After nearly six months of remote learning, Charlottesville City Schools is moving forward with its plans to begin in-person classes at the start of the new year.
During its virtual meeting last Thursday, the Charlottesville School Board unanimously voted to allow the district’s COVID-19 advisory committee to continue working on its reopening proposal, which received a stamp of approval from CCS Superintendent Dr. Rosa Atkins earlier this month.
Under the current proposal, preschool through sixth grade will have in-person classes four days a week, starting January 11. Seventh grade and up will be at school twice a week beginning February 1, and do independent work the other days.
The board will take a final vote on the plan during its December 16 meeting.
According to a binding intent form sent out at the beginning of the month, 2,296 students, or 66 percent of the district, want to attend in-person classes. Staff are reaching out to the roughly 17 percent of families who have not filled out their form yet.
Because the district is currently using all of its bus drivers to deliver meals and transport special needs students, it plans to use CARES funds to contract additional drivers, who will help serve the 373 students who said they cannot get to school without the bus.
Though COVID safety restrictions make providing large-scale bus service very difficult, the district will also work to accommodate as many of the 561 other students who requested bus rides—but could still get to school without them—as possible.
In stark contrast to previous surveys, a majority of the district’s 470 teachers indicated they felt safe enough to return to the classroom.
Seventy-two percent of kindergarten through sixth grade teachers volunteered to do face-to-face classes, along with 65 percent of those teaching seventh through 12th grade.
However, 139 teachers and 24 instructional assistants across all grades asked to continue to work remotely. Most said they were either high-risk, or taking care of a loved one who is.
An additional 27 teachers and nine instructional assistants requested paid medical leave through the federal government’s Families First Coronavirus Response Act, which requires select employers to provide their staff with paid leave for reasons related to COVID-19.
Though the district so far has approved every complete request for leave, Charlottesville Education Association President Jessica Taylor accused administrative staff of not properly communicating with teachers in need of ADA accommodations.
“Educators who submitted paperwork should receive acknowledgment of receipt without having to make numerous follow-up inquiries,” she said during Thursday’s public comment. “There’s [also] been a breakdown in understanding…One CEA member was given a choice to either provide face-to-face services for a student or resign. She chose to resign.”
“We don’t want any teachers resigning. COVID will not last forever. We’re going to get through this,” said Atkins. “We need them. We want them on board.”
Also during public comment, parents voiced their concerns with the binding intent form.
“There are families like my own who are choosing on the intent form to go in-person, even though it is not our preference, for fear we will get locked out if we change our minds later,” said Maria Stein.
While the city’s current numbers are low compared to the rest of Virginia, health experts anticipate case spikes in the coming weeks due to winter weather and holiday gatherings.
“We will handle individual cases,” responded Atkins. But now, “in order to plan for transportation, make a master schedule, and assign teachers, we have to know who’s going to be in-person, who has elected to continue with virtual.”
During the rest of the meeting, board members discussed class schedules for middle and high schoolers at length, taking issue with the large amount of asynchronous learning.
The district currently plans to divide each grade level into two groups made up of both in-person and virtual learners. When one group of students is in the classroom, their classmates in the same group will watch the class live on Zoom. Meanwhile, students in the other group will work on independent assignments from home during school hours.
Having far fewer live classes worries board members that students will not progress academically.
“To me, that takes us back to last spring when the quality of what was happening wasn’t real good and we were all scrambling,” said school board member Sherry Kraft. “We’ve done so much work to provide quality instruction.”
But with the limited staffing available, asynchronous learning is impossible to avoid, explained CHS Principal Eric Irizarry.
“Every student’s schedule is so unique at the high school, and we’re the only high school. We have two and half chemistry teachers, we have one orchestra teacher, one band,” he said. “A student that comes into the building, they’re going to need to see all of those teachers for that day. There’s not a way to run a concurrent master schedule.”
Still, the board urged district staff and the COVID-19 advisory committee to look at different ways to deliver instruction during the times set aside for independent work, and present their findings at the December 16 meeting.
“I would rather them continue to be virtual then go to that model,” said board chair Jennifer McKeever of middle and high schoolers. “We are small enough to solve the problem, and not have three days of asynchronous learning.”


▶ **Problem statement**: Copy out each line in the listing below where the word "source" appears.

[[ Supplied data, beginning ]]

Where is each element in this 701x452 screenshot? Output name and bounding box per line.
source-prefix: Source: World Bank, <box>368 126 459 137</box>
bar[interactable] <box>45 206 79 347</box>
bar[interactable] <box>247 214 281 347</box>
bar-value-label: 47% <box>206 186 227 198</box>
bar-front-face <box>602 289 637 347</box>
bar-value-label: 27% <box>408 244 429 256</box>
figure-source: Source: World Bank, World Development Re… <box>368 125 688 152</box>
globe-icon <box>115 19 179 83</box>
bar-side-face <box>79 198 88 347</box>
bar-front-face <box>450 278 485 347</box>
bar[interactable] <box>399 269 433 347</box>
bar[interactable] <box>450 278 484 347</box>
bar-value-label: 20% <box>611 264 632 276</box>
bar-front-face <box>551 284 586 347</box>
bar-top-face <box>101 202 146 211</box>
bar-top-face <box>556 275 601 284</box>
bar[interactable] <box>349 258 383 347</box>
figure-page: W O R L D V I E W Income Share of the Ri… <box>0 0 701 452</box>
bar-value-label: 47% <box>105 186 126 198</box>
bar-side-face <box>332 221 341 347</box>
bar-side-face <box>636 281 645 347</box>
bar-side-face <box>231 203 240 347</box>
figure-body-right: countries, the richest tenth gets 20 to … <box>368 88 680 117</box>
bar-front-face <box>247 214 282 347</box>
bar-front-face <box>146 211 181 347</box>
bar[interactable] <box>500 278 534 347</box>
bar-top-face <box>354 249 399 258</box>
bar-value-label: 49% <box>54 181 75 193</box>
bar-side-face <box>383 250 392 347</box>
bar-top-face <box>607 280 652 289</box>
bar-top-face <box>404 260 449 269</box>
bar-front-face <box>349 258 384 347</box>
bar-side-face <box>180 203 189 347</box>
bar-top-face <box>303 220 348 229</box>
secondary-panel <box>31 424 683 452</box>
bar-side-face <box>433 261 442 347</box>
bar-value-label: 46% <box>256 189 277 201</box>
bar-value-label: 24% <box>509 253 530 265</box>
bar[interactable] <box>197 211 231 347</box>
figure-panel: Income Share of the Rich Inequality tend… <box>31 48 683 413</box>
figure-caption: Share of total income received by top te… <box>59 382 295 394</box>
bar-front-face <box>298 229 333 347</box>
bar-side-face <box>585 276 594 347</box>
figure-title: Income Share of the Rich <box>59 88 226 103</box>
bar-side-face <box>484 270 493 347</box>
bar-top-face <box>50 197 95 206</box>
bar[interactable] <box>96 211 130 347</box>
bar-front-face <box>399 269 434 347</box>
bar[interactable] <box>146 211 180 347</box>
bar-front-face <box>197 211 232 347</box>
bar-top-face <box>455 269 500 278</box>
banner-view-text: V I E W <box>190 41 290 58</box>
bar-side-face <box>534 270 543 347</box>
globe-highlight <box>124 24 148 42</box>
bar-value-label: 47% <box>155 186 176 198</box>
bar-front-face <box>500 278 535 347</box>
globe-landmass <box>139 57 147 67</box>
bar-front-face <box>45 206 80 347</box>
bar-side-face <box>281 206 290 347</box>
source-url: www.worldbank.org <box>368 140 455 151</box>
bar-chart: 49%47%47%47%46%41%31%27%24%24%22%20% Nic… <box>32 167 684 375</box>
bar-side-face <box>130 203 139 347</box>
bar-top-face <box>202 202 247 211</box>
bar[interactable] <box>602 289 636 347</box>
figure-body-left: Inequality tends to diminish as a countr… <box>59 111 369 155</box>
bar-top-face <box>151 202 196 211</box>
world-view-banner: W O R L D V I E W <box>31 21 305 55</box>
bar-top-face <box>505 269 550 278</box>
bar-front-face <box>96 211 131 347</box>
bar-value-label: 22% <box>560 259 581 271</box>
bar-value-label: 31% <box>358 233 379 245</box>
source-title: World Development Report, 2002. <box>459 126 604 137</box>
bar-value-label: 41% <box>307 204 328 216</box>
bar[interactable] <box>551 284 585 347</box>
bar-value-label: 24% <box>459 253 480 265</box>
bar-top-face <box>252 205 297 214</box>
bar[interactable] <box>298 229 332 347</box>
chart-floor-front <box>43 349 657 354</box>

[[ Supplied data, end ]]

▶ **Answer box**:
source-prefix: Source: World Bank, <box>368 126 459 137</box>
figure-source: Source: World Bank, World Development Re… <box>368 125 688 152</box>
source-url: www.worldbank.org <box>368 140 455 151</box>
source-title: World Development Report, 2002. <box>459 126 604 137</box>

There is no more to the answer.